Package hallucination reveals a fundamental issue with AI-assisted development: AI models present fiction with the same confidence as fact.

AI Confidence Calibration : The relationship between an AI model’s expressed certainty and the actual accuracy of its outputs. Poorly calibrated models express high confidence in incorrect or fabricated information.

The model doesn’t know what it doesn’t know. It has no concept of “this package might not exist.” Every recommendation comes with equal confidence because confidence is generated, not measured.

This isn’t a bug that will be fixed. It’s a fundamental characteristic of how large language models work. The solution isn’t better AI. The solution is verification.

FAQ

Can npm/PyPI prevent this attack?

Package registries can flag suspicious patterns: packages registered immediately after AI model releases, packages with names matching common hallucination patterns, packages with malicious install scripts. However, they can’t prevent legitimate-looking packages from being registered. The verification burden falls on developers.

Which AI models hallucinate packages most?

All major AI coding assistants hallucinate packages. Research shows rates vary by language and task complexity. Python packages are hallucinated at slightly higher rates than JavaScript. Specialized domains (validation, authentication, parsing) see higher hallucination rates because naming conventions are more predictable.

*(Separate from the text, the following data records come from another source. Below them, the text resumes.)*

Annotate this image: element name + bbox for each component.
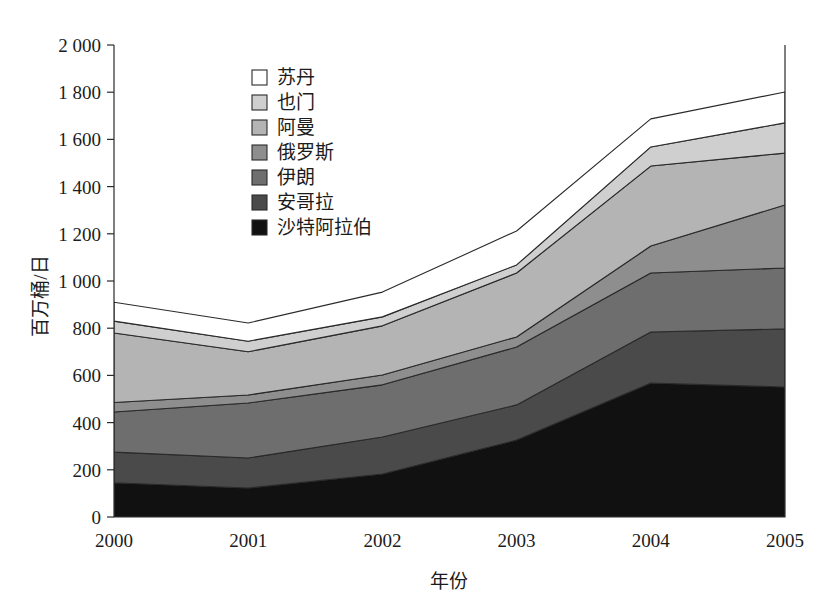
y-tick-label: 0 — [92, 507, 102, 528]
x-tick-label: 2004 — [632, 530, 671, 551]
legend-swatch-伊朗 — [252, 170, 267, 185]
legend-label-沙特阿拉伯: 沙特阿拉伯 — [277, 217, 372, 238]
stacked-area-chart: 02004006008001 0001 2001 4001 6001 8002 … — [0, 0, 837, 609]
legend-swatch-安哥拉 — [252, 195, 267, 210]
x-tick-label: 2002 — [363, 530, 401, 551]
legend-label-安哥拉: 安哥拉 — [277, 192, 334, 213]
y-tick-label: 400 — [73, 413, 102, 434]
y-tick-label: 1 400 — [58, 177, 101, 198]
chart-canvas: 02004006008001 0001 2001 4001 6001 8002 … — [0, 0, 837, 609]
legend-label-俄罗斯: 俄罗斯 — [277, 142, 334, 163]
y-tick-label: 1 600 — [58, 129, 101, 150]
legend-swatch-苏丹 — [252, 70, 267, 85]
legend-label-伊朗: 伊朗 — [277, 167, 315, 188]
legend-label-苏丹: 苏丹 — [277, 67, 315, 88]
y-tick-label: 600 — [73, 365, 102, 386]
legend-label-阿曼: 阿曼 — [277, 117, 315, 138]
y-tick-label: 2 000 — [58, 35, 101, 56]
legend-swatch-阿曼 — [252, 120, 267, 135]
legend-swatch-俄罗斯 — [252, 145, 267, 160]
y-tick-label: 200 — [73, 460, 102, 481]
y-tick-label: 1 000 — [58, 271, 101, 292]
y-tick-label: 1 800 — [58, 82, 101, 103]
y-tick-label: 800 — [73, 318, 102, 339]
legend-swatch-沙特阿拉伯 — [252, 220, 267, 235]
x-tick-label: 2000 — [95, 530, 133, 551]
x-tick-label: 2005 — [766, 530, 804, 551]
legend-swatch-也门 — [252, 95, 267, 110]
x-axis-title: 年份 — [430, 571, 468, 592]
x-tick-label: 2003 — [498, 530, 536, 551]
x-tick-label: 2001 — [229, 530, 267, 551]
y-tick-label: 1 200 — [58, 224, 101, 245]
legend-label-也门: 也门 — [277, 92, 315, 113]
y-axis-title: 百万桶/日 — [30, 255, 51, 336]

Is this a form of prompt injection?

No, it’s different. Prompt injection manipulates AI behavior through crafted inputs. Package hallucination is an emergent behavior of how models generate text. The AI isn’t being tricked. It’s confidently generating plausible-sounding but incorrect information.

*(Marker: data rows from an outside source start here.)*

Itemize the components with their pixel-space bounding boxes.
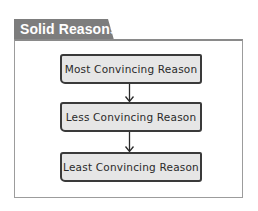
node-label: Most Convincing Reason	[65, 63, 198, 75]
node-most-convincing: Most Convincing Reason	[60, 54, 202, 84]
arrow-down-icon	[124, 132, 135, 153]
node-label: Least Convincing Reason	[63, 161, 199, 173]
title-tab: Solid Reasons	[14, 19, 114, 40]
node-least-convincing: Least Convincing Reason	[60, 152, 202, 182]
node-less-convincing: Less Convincing Reason	[60, 102, 202, 132]
arrow-down-icon	[124, 84, 135, 103]
diagram-title: Solid Reasons	[20, 21, 118, 37]
node-label: Less Convincing Reason	[66, 111, 197, 123]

How do I report a suspicious hallucinated package?

Report to the package registry’s security team:

Should I stop using AI for package recommendations?

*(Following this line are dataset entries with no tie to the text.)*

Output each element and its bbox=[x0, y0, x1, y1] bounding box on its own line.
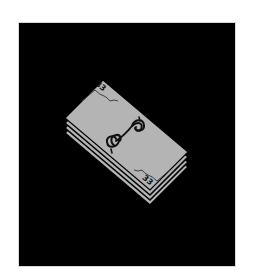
money-stack-icon: 33 33 bbox=[0, 0, 254, 279]
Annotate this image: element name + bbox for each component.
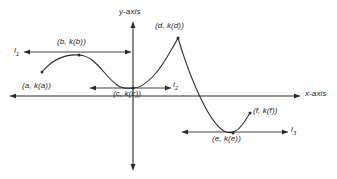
x-axis-label: x-axis [305, 90, 327, 98]
point-label-a: (a, k(a)) [22, 82, 51, 90]
graph-figure: y-axis x-axis (a, k(a)) (b, k(b)) (c, k(… [0, 0, 337, 179]
point-label-e: (e, k(e)) [212, 135, 241, 143]
point-marker-a [41, 71, 44, 74]
point-label-f: (f, k(f)) [253, 107, 277, 115]
point-label-d: (d, k(d)) [155, 22, 184, 30]
point-label-b: (b, k(b)) [57, 38, 86, 46]
point-marker-d [177, 37, 180, 40]
tangent-label-l2: l2 [173, 81, 178, 91]
point-markers [41, 37, 252, 135]
tangent-label-l1: l1 [14, 47, 19, 57]
point-marker-b [78, 54, 81, 57]
point-label-c: (c, k(c)) [113, 90, 141, 98]
y-axis-label: y-axis [119, 8, 141, 16]
point-marker-f [249, 112, 252, 115]
tangent-label-l3: l3 [291, 126, 296, 136]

No, but verify everything. AI recommendations are suggestions, not facts. Treat every package recommendation as “this sounds like it could exist” rather than “this definitely exists and is safe.”

Conclusion

Key Takeaways

  • AI models hallucinate 5-20% of package recommendations, inventing plausible names that don’t exist
  • Attackers register hallucinated package names and wait for developers to install them
  • Over 200 malicious packages have exploited this attack vector
  • The attack works because malicious packages often include real functionality alongside malicious code
  • Verification before installation is no longer optional in AI-assisted development
  • Check package existence with npm view or pip index versions before installing
  • Package age and download count help identify recently-registered attack packages
  • Lock files (package-lock.json) provide some protection against dependency manipulation
  • AI confidence doesn’t correlate with accuracy; treat all recommendations as unverified suggestions

Package hallucination is the supply chain attack AI created. The tools that accelerate our development also accelerate our exposure to this new attack vector.

The fix is simple but requires discipline: verify every package before installation. The three seconds of checking save you from becoming the next supply chain attack statistic.